Much has been written about the impact of pandemics on indigenous populations. Columbus and his exploratory contemporaries brought slavery (some tribes had slavery already) and conquest to the new worlds, and that conquest was greatly aided by the fact that the conquistadores passed on numerous illnesses, diseases and viruses, to these new worlds. These illnesses attacked virgin populations of indigenous peoples who for the first time had to contend with new strains of influenza, smallpox, malaria, measles, and other illnesses that carried away millions of people to their graves. The estimated worldwide deaths by epidemics are in the 90 million range.

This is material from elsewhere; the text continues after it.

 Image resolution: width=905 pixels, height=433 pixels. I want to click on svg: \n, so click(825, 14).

These “virgin” soil epidemics certainly came to visit most tribal peoples of North America. Many scholars have concentrated their attention on tribes in the Plains for their studies. The Plains tribes had a huge smallpox epidemic in 1837 that seriously depopulated many tribes. In these events are born the theory of the small-pox infected blankets, and suggested by a myriad of native people on social media. The actual happening of Smallpox blankets being used against tribes actually relates to the Pontiac Rebellion of 1763. Pontiac and his forces were beating the British at Fort Pitt (Pittsburg) when the British General Amhurst approved the sending of small-pox infected blankets to Pontiac as a gift so they could “reduce their numbers.” Thus is born the fact that blankets infected with small-pox were used against native peoples. But this is not the case for all instances of small-pox infecting populations of Native peoples. Small-pox itself is highly contagious and so just being in the vicinity or the same room as an infected person will cause the illness to spread.

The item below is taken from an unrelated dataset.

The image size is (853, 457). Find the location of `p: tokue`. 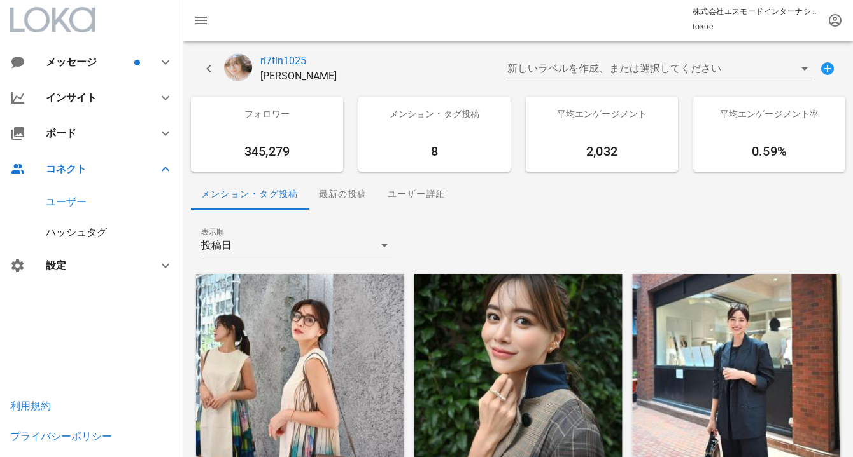

p: tokue is located at coordinates (756, 27).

Interesting enough, the date of the Sioux Small-pox epidemic is right in the midst of when the malaria epidemic was happening in Oregon. Oregon had had a smallpox epidemic in the 1770s, as noted by the Lewis and Clark expedition when they saw pockmarked skin and asked a few questions of the natives, likely due to some connections with coastal explorers, of which were many in the 18th century. The Oregon malaria epidemic caused by the transportation to Oregon the Anopheles mosquito which is the vector for the disease, likely by the Hudsons Bay fur traders, began in 1830 and was still ranging in the early 1840s. This disease described in historical accounts as fever and ague, destroyed at least 90% of the native peoples, with some tribal percentages reaching 97% (see Boyd 1999). But Malaria was not everywhere, for example, it did not hit the coastal tribes, probably because of environmental factors. the Mosquitoes need the right environment to propagate and cold windy coastal Oregon is not that environment. the relative shelter of the Willamette valley aided the mosquitoes to survive and thrive and pass on their disease to the native populations. the Coastal communities of Oregon instead got whatever the merchant marine and coast traders brought, venereal diseases, measles, smallpox, and others.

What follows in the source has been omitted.